The background cause of most Parkinson’s disease cases is not genetic. However, the biochemical alterations that cause the symptoms could be corrected by “replace or restore” functional gene therapy to boost dopamine synthesis (via the expression of the genes involved in dopamine biosynthesis) and at least partially restore dopaminergic cell function.
This was the approach that was employed in the study published today. The team first studied the safety and efficacy of a viral vector (engineered from equine infectious anaemia virus, EIAV) encoding the three critical genes for dopamine biosynthesis: AADC, TH, and CH1. They established proof-of-principle for the transfer of these genes into the striatum [2], which is the dopamine-deficient region of the brain, and observed local and continuous in vivo dopamine synthesis.
The trial went on to demonstrate the long-term (44-month follow-up) therapeutic efficacy of this viral vector in the same primate model of Parkinson’s disease, and without the complications (on-off fluctuations and dyskinesias) associated with oral dopaminergic drugs.

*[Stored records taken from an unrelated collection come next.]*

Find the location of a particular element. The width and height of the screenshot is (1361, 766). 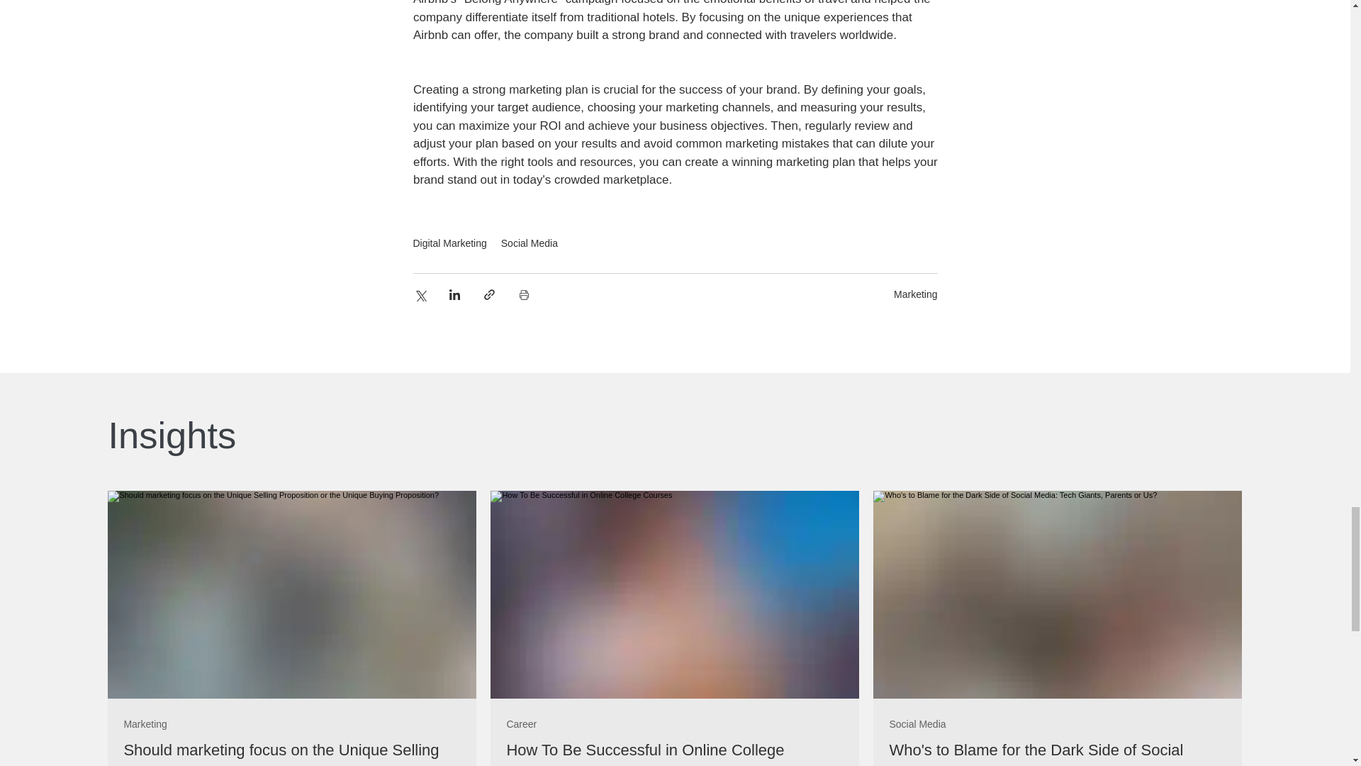

Career is located at coordinates (521, 725).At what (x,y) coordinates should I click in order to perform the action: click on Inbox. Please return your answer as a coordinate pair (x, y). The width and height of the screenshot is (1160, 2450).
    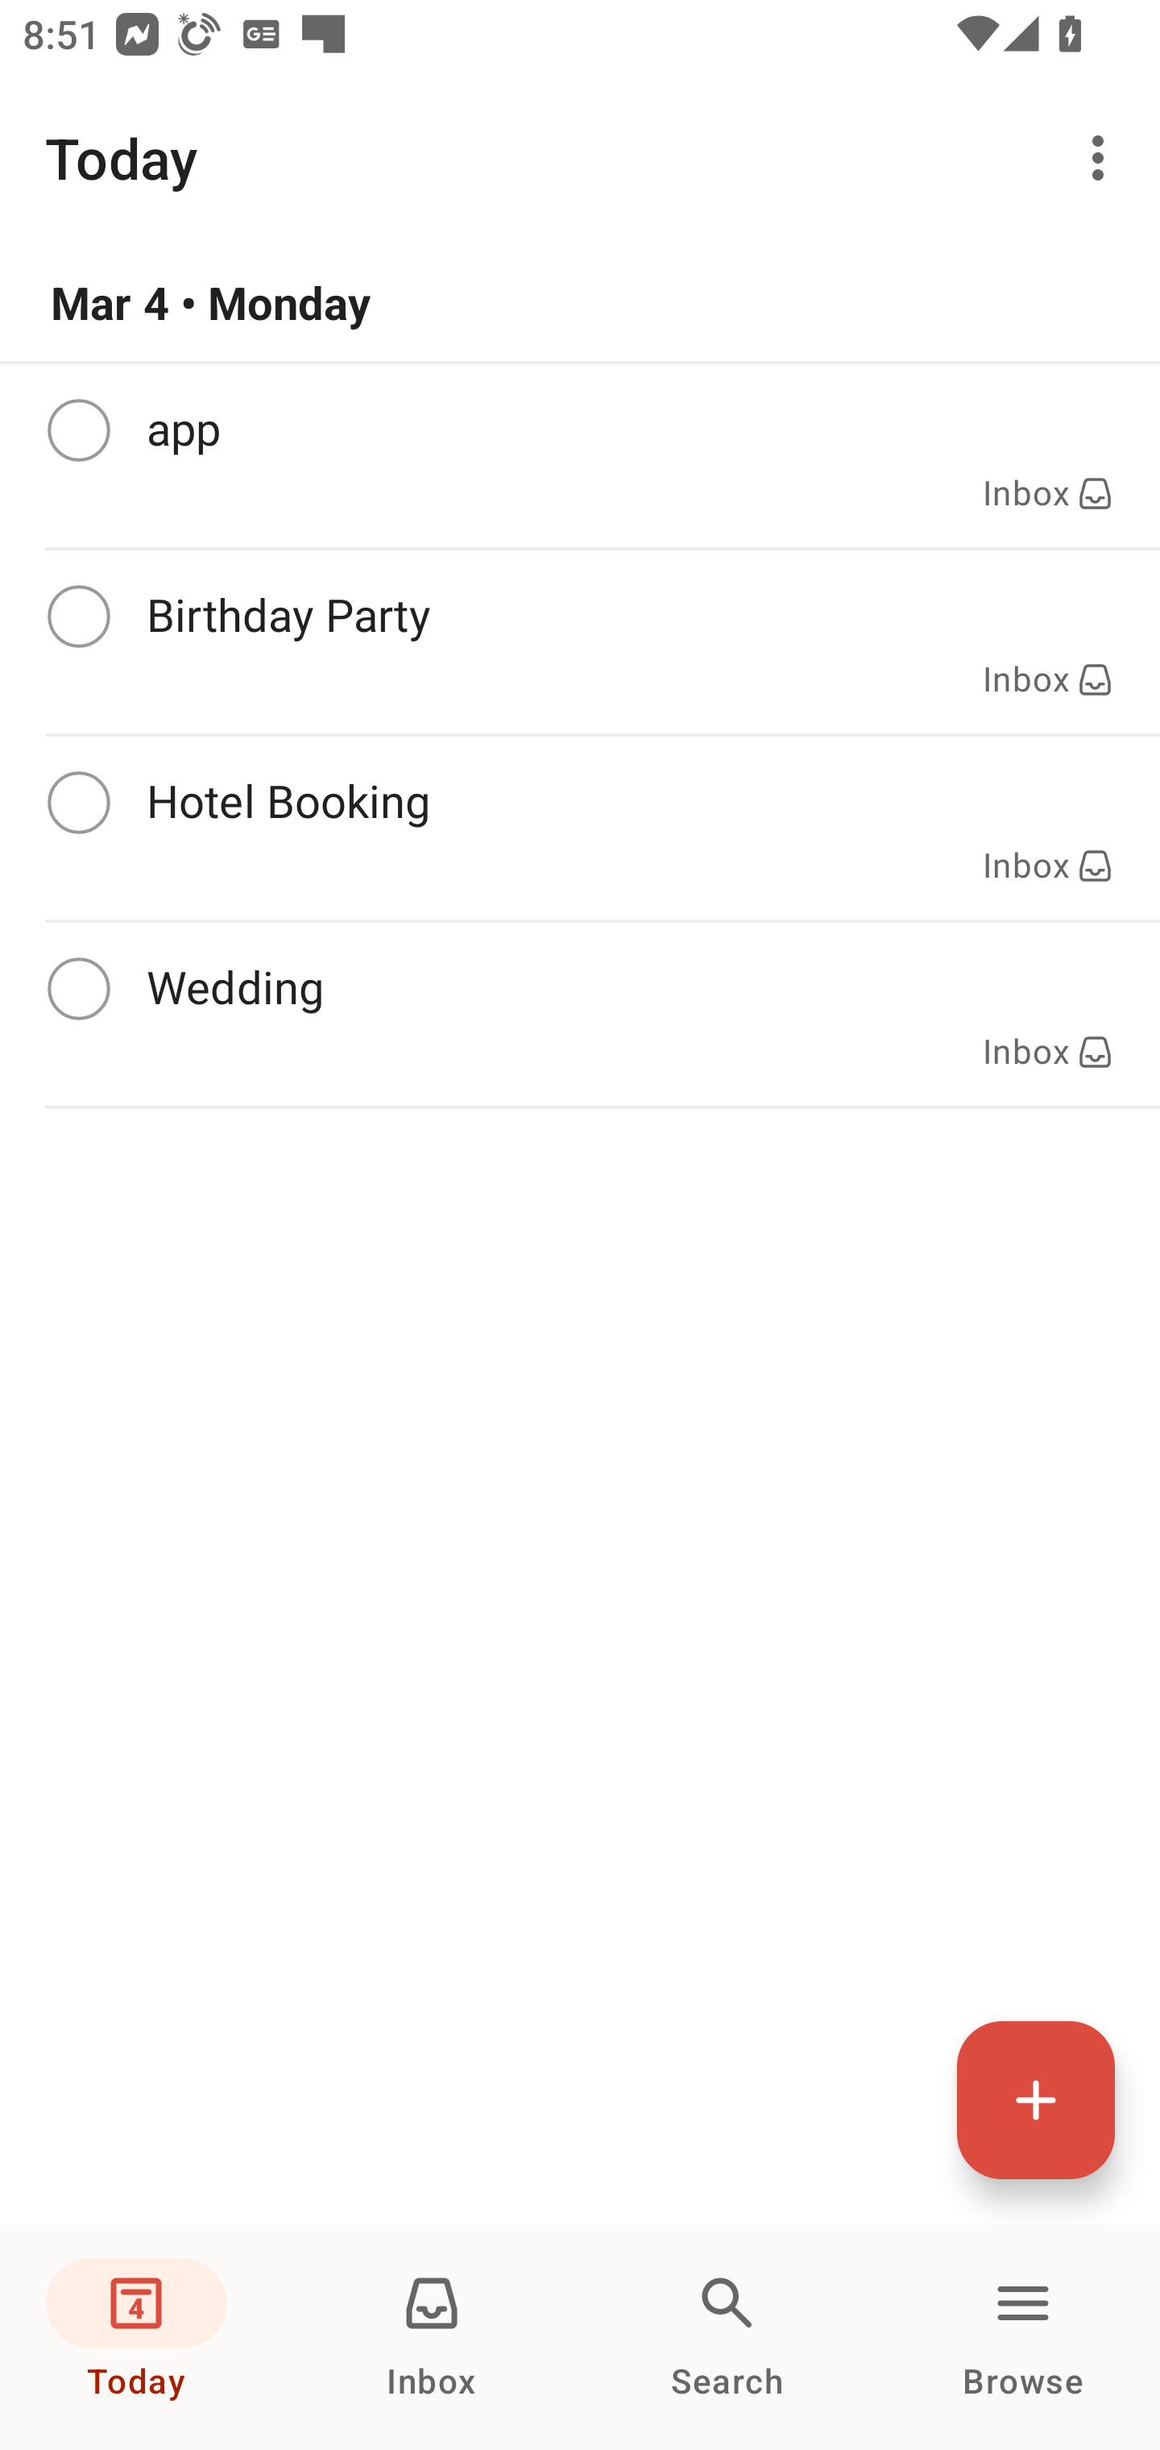
    Looking at the image, I should click on (432, 2337).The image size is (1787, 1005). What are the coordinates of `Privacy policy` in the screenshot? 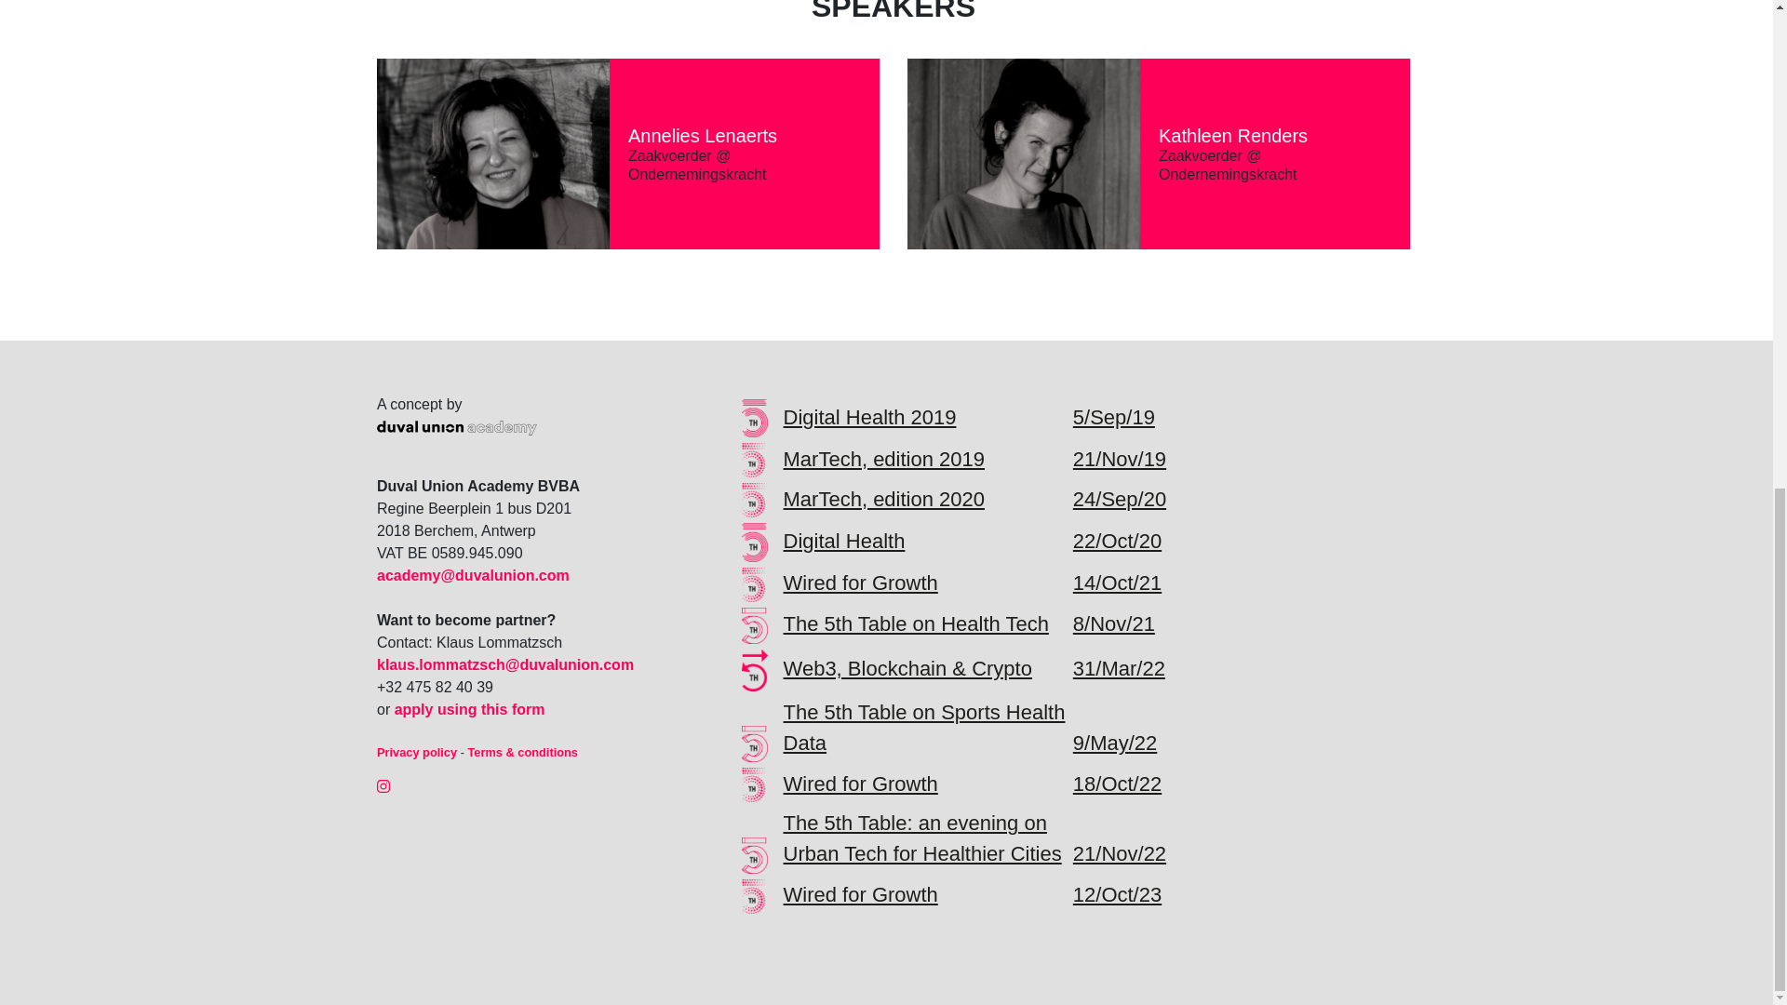 It's located at (417, 752).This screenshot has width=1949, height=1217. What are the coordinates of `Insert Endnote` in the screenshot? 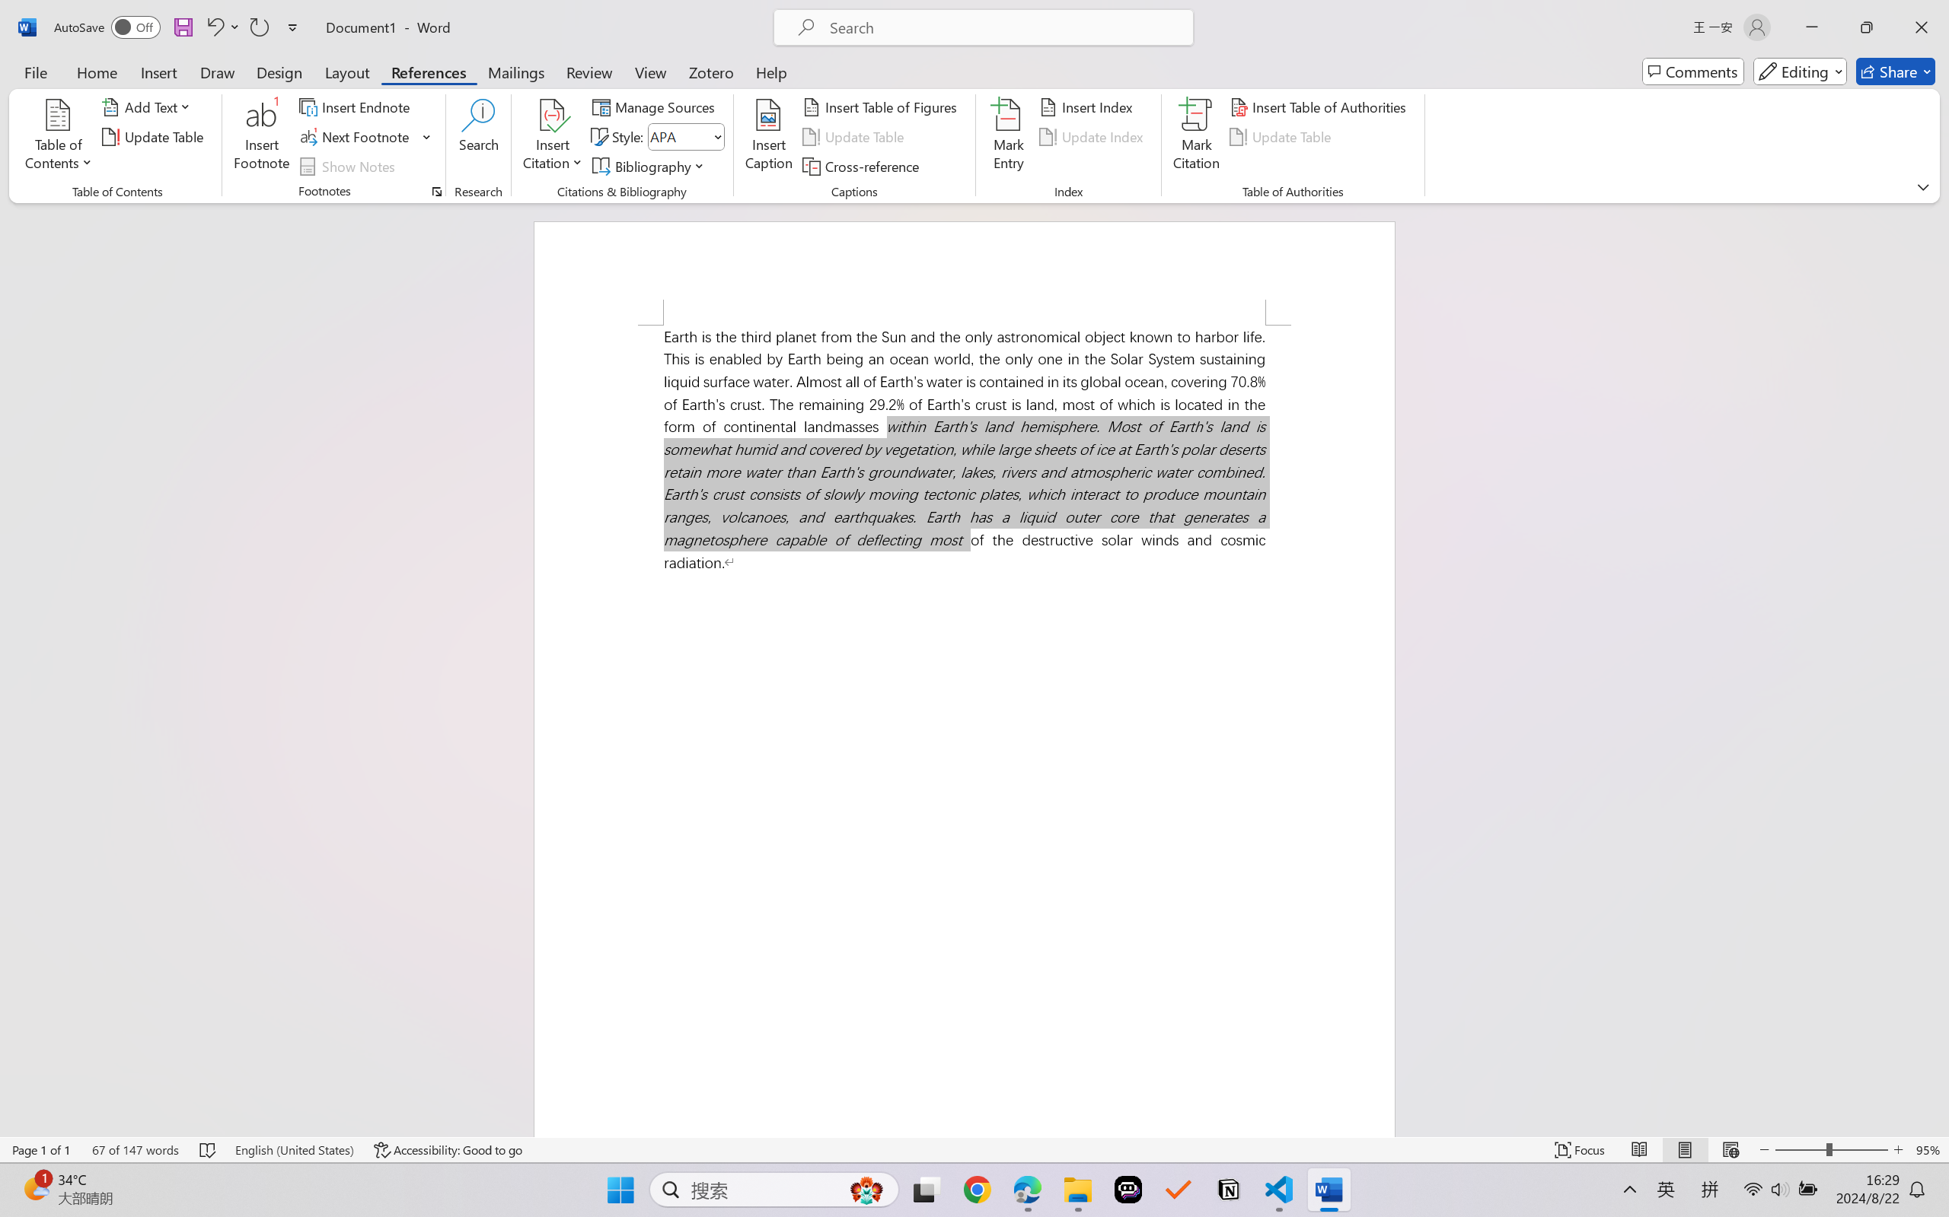 It's located at (356, 106).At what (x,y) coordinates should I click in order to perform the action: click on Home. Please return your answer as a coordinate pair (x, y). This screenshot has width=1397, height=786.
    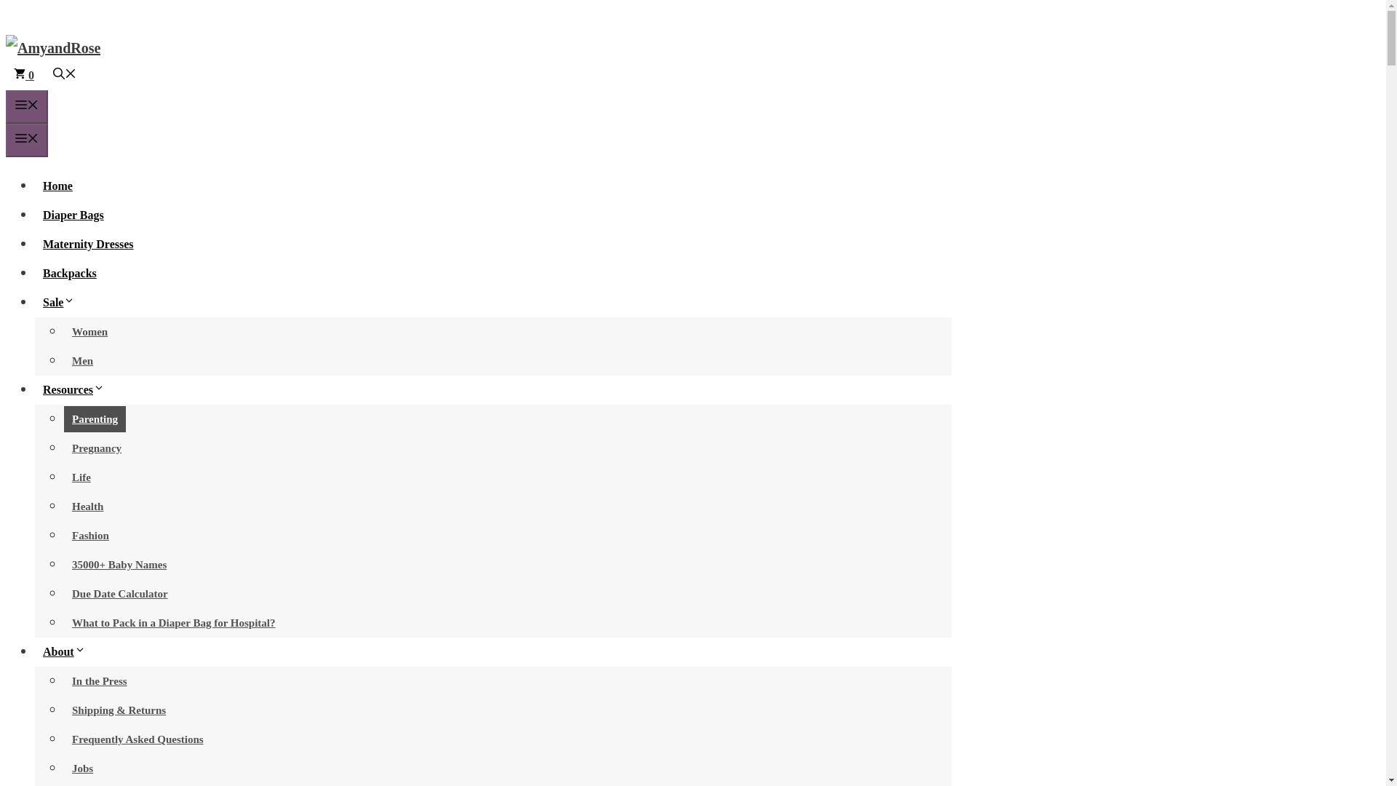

How can this technology be transferred from bench to bedside?

Spurred by this success, the clinical research team from Henri-Mondor hospital working on this programme syndicated the MIRCen and SHFJ3 (CEA) and, with authorization from the French Health Products Safety Agency (Afssaps), clearance from the regional ethics board (CPP Ile-de-France IX) and sponsorship backing from Oxford BioMedica, has launched a phase I/II clinical trial. This trial is designed to demonstrate the safety and efficacy of the approach in patients presenting advanced forms of Parkinson’s disease. Results in from the first patients to benefit from this treatment showed promising improvements in motor skills and quality of life at 12 months post-injection of the gene drug. The treatment offers the added benefits of being well-tolerated, with no severe adverse events reported.
 
Interim results from the trial will be unveiled by one of the pioneers of this gene therapy protocol, Pr. Stéphane Palfi [4], at the European Society of Gene and Cell Therapy 2009 annual congress in Hannover, Germany, in November 2009.
These sophisticated therapeutic developments offer an outstanding illustration of public-private partnership and demonstrate the harnessing of synergies between academic and industrial biomedical research. This approach, known as translational medical research, is cornerstone strategy at both the MIRCen and Henri Mondor Hospital’s Neuromotor research department, as it enables fast, controlled technology transfer from ‘bench-to-bedside’.



2 The striatum is the dopamine-deficient region of the brain in Parkinsonian patients.
3 The CEA’s Frédéric Joliot Hospital Service at Orsay is one of the only research platforms in Europe to bring together all the different methods of human whole-body functional exploration: single-photon-emission computed tomography (SPECT), positron emission tomography (PET), magnetic resonance imaging (MRI) and positron emission tomography coupled with computed tomography, better known as PET-CT.